Museo della Civiltà Romana (Museum of Roman Civilization)
N 41° 49.883 E 012° 28.658
33T E 290545 N 4634131
Quick Description: The Museum of Roman Culture has 59 sections illustrating all aspects of ancient Roman civilization through an outstanding collection of plaster casts taken from originals in museums across the world, many of which have since been damaged or lost.
Location: Italy
Date Posted: 7/28/2007 4:49:10 AM
Waymark Code: WM1XK7
Views: 198
Long Description:Nearest Metro Station - Line B "Eur Fermi"
Straight Line Distance : 613m
This is the only museum in the world to give a complete overview of
ancient Roman civilization. It is particularly important for the
documentary value of the casts and its capacity to show the
original composition of many great works, now dismembered and
divided among different museums around the world.
The museum charts the progress and developments of the Roman
Empire in a much more comprehensive way than all the scattered
marbles in other museums. And if you've got an idea of the
geography of Rome, the models will keep you fascinated for
ages.
The large scale model of Rome at the time of Emperor Constantine
and the casts of Trajan's column commissioned by Napoleon III are
both known worldwide as symbols of the museum.
The impressive building was originally to be part of the
Universal Exhibition of Rome planned for the year 1942, the
twentieth anniversary of Fascism. However, the onset of war was
becoming ever more tangible and building work was interrupted. The
initiative was later taken up again by the Comune of Rome in the
Fifties, thanks to the fact that FIAT offered to finance the
project. The museum was opened to the public on 21 April 1955.

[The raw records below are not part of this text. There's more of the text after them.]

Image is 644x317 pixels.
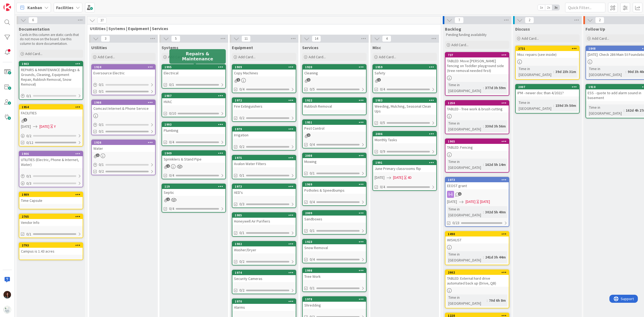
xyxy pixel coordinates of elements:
div: 1959Safety [373,64,436,76]
div: 1490WISHLIST [446,232,509,243]
div: 1969Potholes & Speedbumps [303,182,366,193]
div: Time in [GEOGRAPHIC_DATA] [517,66,553,78]
div: 330d 3h 56m [484,123,507,129]
div: WISHLIST [446,236,509,243]
div: 0/1 [19,173,82,180]
a: 1920Cleaning0/5 [302,64,367,93]
a: 1983Weeding, Mulching, Seasonal Clean Ups0/5 [372,97,437,127]
div: 1973AED's [232,184,296,196]
span: Kanban [27,4,42,11]
span: 0/4 [309,199,315,205]
div: 2721 [518,47,579,50]
span: : [483,161,484,167]
div: 2721Misc repairs (see inside) [516,46,579,58]
span: 0/4 [169,206,174,211]
div: 2009 [305,211,366,215]
span: 0 / 1 [26,173,32,179]
div: 2006 [373,131,436,136]
span: 1 [307,78,311,82]
a: 1966Comcast Internet & Phone Service0/10/1 [91,100,156,135]
span: 0 / 1 [99,162,104,167]
span: [DATE] [21,124,31,130]
div: 1954FACILITIES [19,104,82,116]
a: 1975Avalon Water Filters0/1 [232,155,296,179]
div: 1905TABLED: Fencing [446,139,509,150]
div: [DATE] [480,199,490,204]
div: Washer/Dryer [232,246,296,253]
span: 0/4 [380,87,385,92]
div: 1905 [446,139,509,144]
span: [DATE] [39,124,50,130]
span: Add Card... [452,42,468,47]
div: 1993 [162,122,225,127]
span: 0/1 [240,173,244,178]
a: 2007IPM - newer doc than 4/2021?Time in [GEOGRAPHIC_DATA]:159d 3h 50m [515,84,579,113]
div: 1073EEOST grant [446,177,509,189]
span: 0/5 [309,87,315,92]
a: 1989Time Capsule [19,192,83,209]
span: 0/2 [240,144,244,149]
span: 0/10 [169,110,176,116]
a: 2793Campus is 1.43 acres [19,242,83,260]
div: Comcast Internet & Phone Service [92,105,155,112]
div: 1903REPAIRS & MAINTENANCE (Buildings & Grounds, Cleaning, Equipment Repair, Rubbish Removal, Snow... [19,61,82,88]
div: Electrical [162,69,225,76]
input: Quick Filter... [565,2,605,13]
div: TABLED: Move [PERSON_NAME] fencing on Toddler playground side (tree removal needed first) [446,57,509,74]
div: Pest Control [303,125,366,132]
span: 0/4 [309,141,315,147]
div: 737 [448,53,509,57]
span: [DATE] [375,174,385,180]
div: 1993Plumbing [162,122,225,134]
b: Facilities [56,5,73,10]
a: 1073EEOST grant[DATE][DATE][DATE]Time in [GEOGRAPHIC_DATA]:302d 5h 40m0/23 [445,177,510,227]
a: 1490WISHLISTTime in [GEOGRAPHIC_DATA]:241d 3h 44m [445,231,510,265]
a: 1926Water0/10/2 [91,140,156,175]
a: 1951Pest Control0/4 [302,119,367,148]
span: 0 / 3 [26,180,32,186]
div: Weeding, Mulching, Seasonal Clean Ups [373,103,436,115]
span: Add Card... [309,54,326,59]
span: : [553,103,554,108]
div: 1920 [305,65,366,69]
span: 0/4 [169,173,174,178]
div: 1954 [22,105,82,109]
div: 1966Comcast Internet & Phone Service [92,100,155,112]
span: 0/4 [380,184,385,190]
span: 1 [24,118,27,121]
div: 1909 [232,64,296,69]
a: 2008Mowing0/1 [302,153,367,177]
div: 1924Eversource Electric [92,64,155,76]
span: Add Card... [25,51,42,56]
div: June Primary classrooms flip [373,165,436,172]
span: Add Card... [168,54,185,59]
div: Safety [373,69,436,76]
div: 1979 [232,127,296,131]
div: 119 [162,184,225,189]
span: : [483,85,484,91]
div: TABLED - Tree work & brush cutting [446,106,509,112]
div: 1922 [305,99,366,102]
span: 1 [378,78,381,82]
div: 1490 [448,232,509,236]
span: 0 / 1 [99,122,104,127]
span: Add Card... [592,36,609,41]
span: : [483,209,484,215]
span: 0/4 [240,87,244,92]
span: 0 / 2 [26,133,32,139]
div: 2008Mowing [303,153,366,165]
div: EEOST grant [446,182,509,189]
div: 1924 [92,64,155,69]
div: Eversource Electric [92,69,155,76]
div: 162d 5h 14m [484,161,507,167]
span: 0/1 [26,231,32,237]
div: 0/2 [19,133,82,139]
a: 1954FACILITIES[DATE][DATE]Y0/20/12 [19,104,83,146]
span: 1 [237,78,240,82]
div: 1991 [373,160,436,165]
div: 1923 [305,240,366,244]
div: Potholes & Speedbumps [303,187,366,193]
div: 1969 [305,182,366,186]
div: 1951 [303,120,366,125]
div: 0/1 [92,161,155,168]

It was designed by the architects Aschieri, Bernardini,
Pascoletti and Peressutti. The architectural complex is made up of
two imposing structures connected in a symmetrical arrangement in a
long portico of travertine columns, which delimit the piazza
created and surrounded by the structure and give it scenographic
depth.
Onto the centre of the protrusions, set obliquely to the piazza,
open two monumental entrances, each of which leads to a narrow
embedded corridor, flanked by solemn travertine columns. These
openings form an interruption in the compact mass of the walls,
which are immense blind surfaces of dressed blocks of bugnate
worked dark tufo, surmounted by a travertine cornice. The static
nature of the external space is in contrasted to the outstanding
dynamism of the internal space, which is articulated into an
irregular sequence of rooms of various shapes and sizes.